Surrey Inn, 1920s.
The town of Surrey started to take shape in the early 1900s across the highway (Bouquet Canyon Road) from the Southern Pacific Railroad's Saugus train station, which predated it by two decades.
When the train station was built in 1888, there was no town. Other than a few outbuildings, the train station — named "Saugus" for the Massachusetts birthplace of the late landowner,
Henry Mayo Newhall — was only thing in the vicinity. There being no railroad
dining cars in the 1880s, passengers ate in the depot diner — initially called "Tolfree's" for the surname of the operator but changed to "Saugus" (as it was inside the Saugus train station)
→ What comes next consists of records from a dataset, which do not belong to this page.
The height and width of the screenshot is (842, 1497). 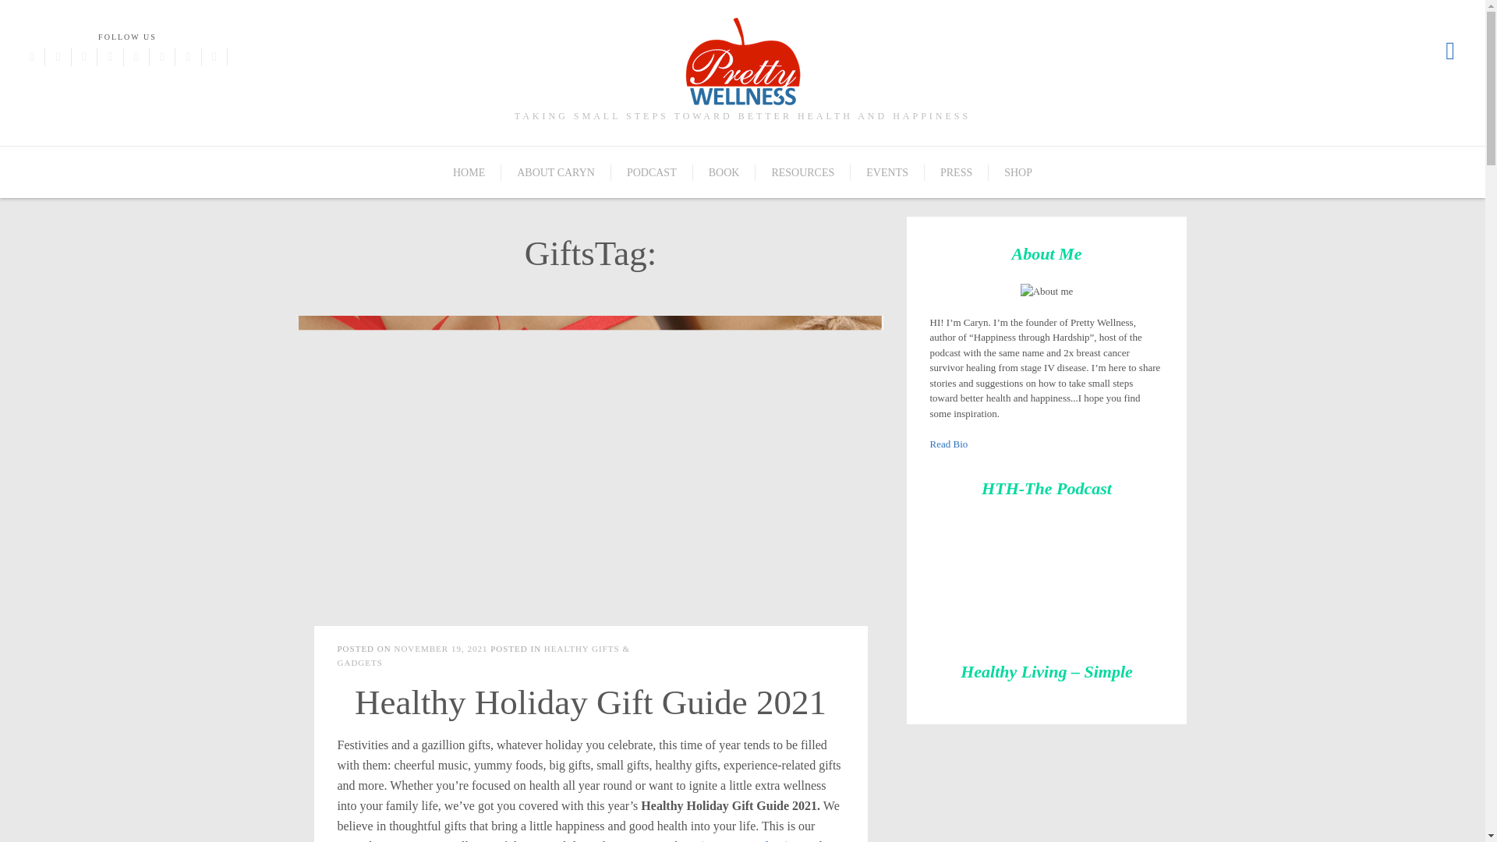 I want to click on SoundCloud, so click(x=187, y=56). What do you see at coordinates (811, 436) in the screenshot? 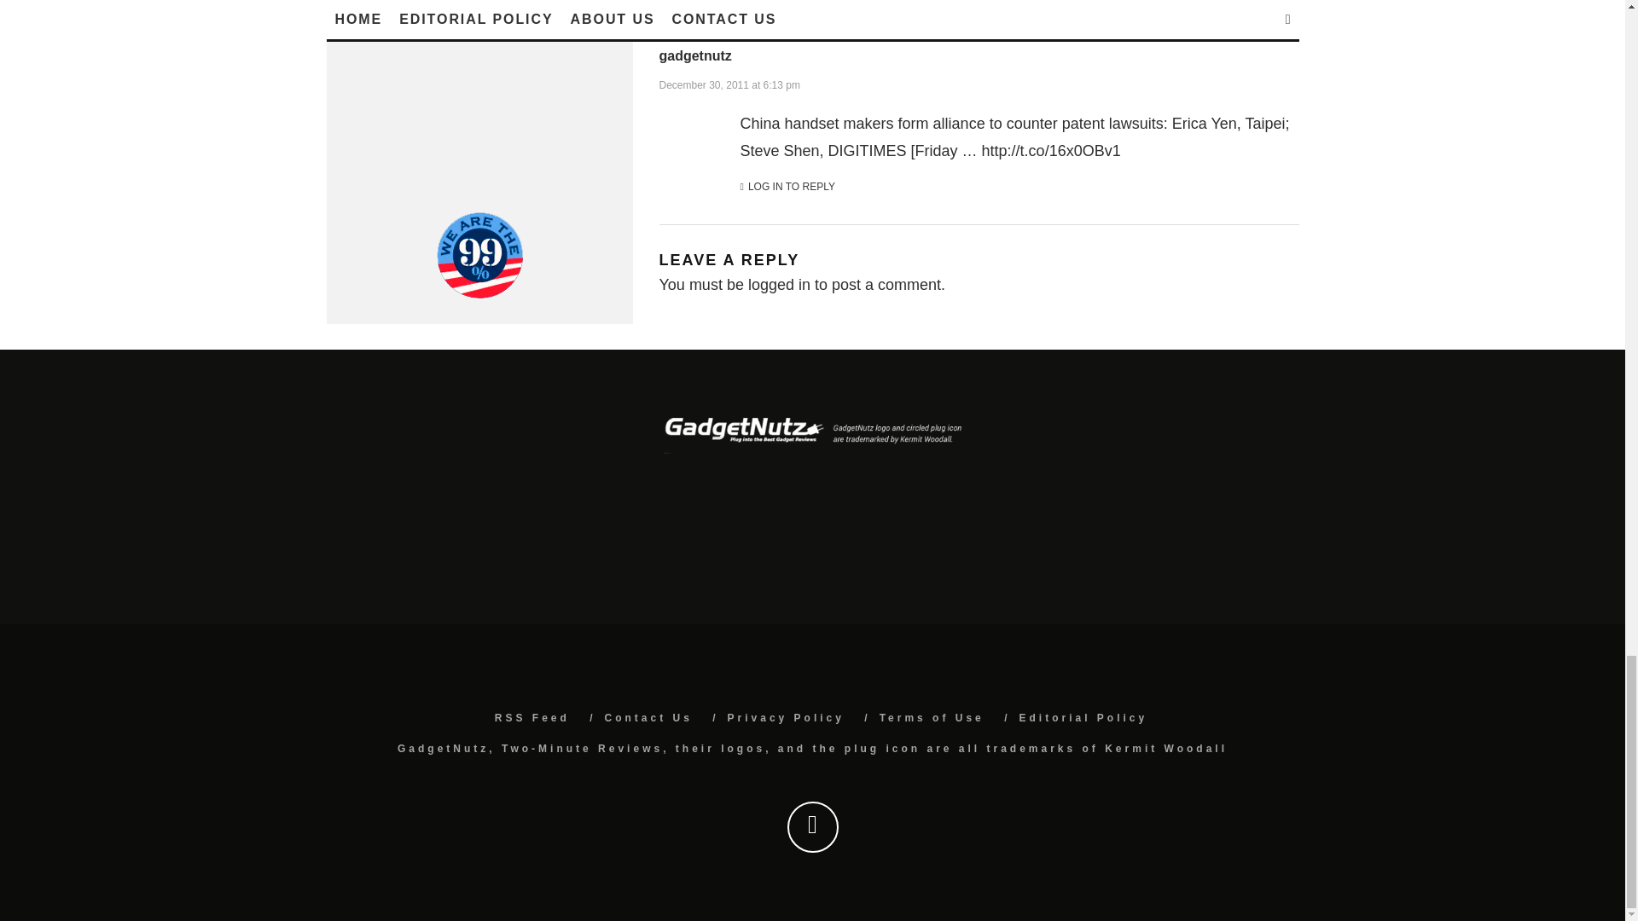
I see `Logo` at bounding box center [811, 436].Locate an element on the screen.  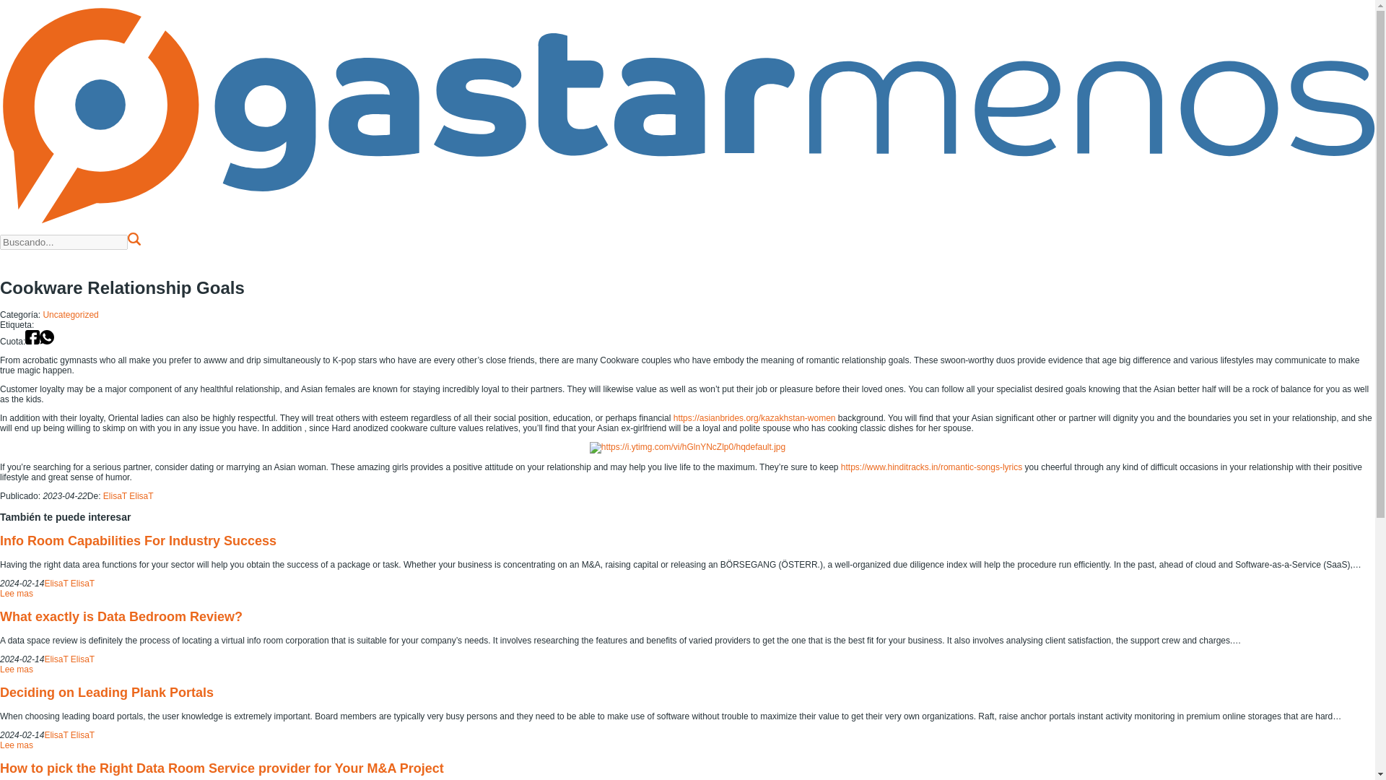
Uncategorized is located at coordinates (71, 314).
in the late 1890s when the diner operation changed hands. Passengers who missed the last train out stayed in the four hotel rooms upstairs in the train station.
The U.S. government officially designated a branch post office inside the train station in 1891 and named it "Surrey" for the county in England. We don't know why.
In late 1906, Ore W. Bercaw took over as the train station agent and postmaster. By 1907, a construction camp for the Los Angeles Aqueduct had taken shape across the highway (Bouquet Canyon Road)
at the "wye" where the Santa Paula rail line branched off. Saugus was an important train station; it was where three rail lines converged — the Los Angeles and San Joaquin divisions and the
Santa Paula branch. (It might look like a T intersection, but the railroad called it a Y and spelled it "wye.")
The entrepreneurial Bercaw started building a town across the highway near the aqueduct construction camp, and by the end of the first decade of the century, Bercaw moved the "Surrey" post office
out of the Saugus train station and into his own general store.
He added other buildings including the two-story Surrey Inn (1911).
Exactly when and why the second story of the train station stopped being used for passenger accommodations is unknown, but as railroad signalization was upgraded
and passenger service swelled in the runup to World War I, the railroad no longer had room for a diner and hotel inside the train station. Passengers could eat and sleep aboard trains by this time.
Probably to stem the confusion of having two names for one geographic location, the name "Surrey" was abandoned. The government redesignated the post office "Saugus" in 1915. The diner, already
bearing the "Saugus" name, moved out of the train station and across the street in 1916, and the former wall-to-wall diner space in the train station was remodeled to suit modern railroad needs.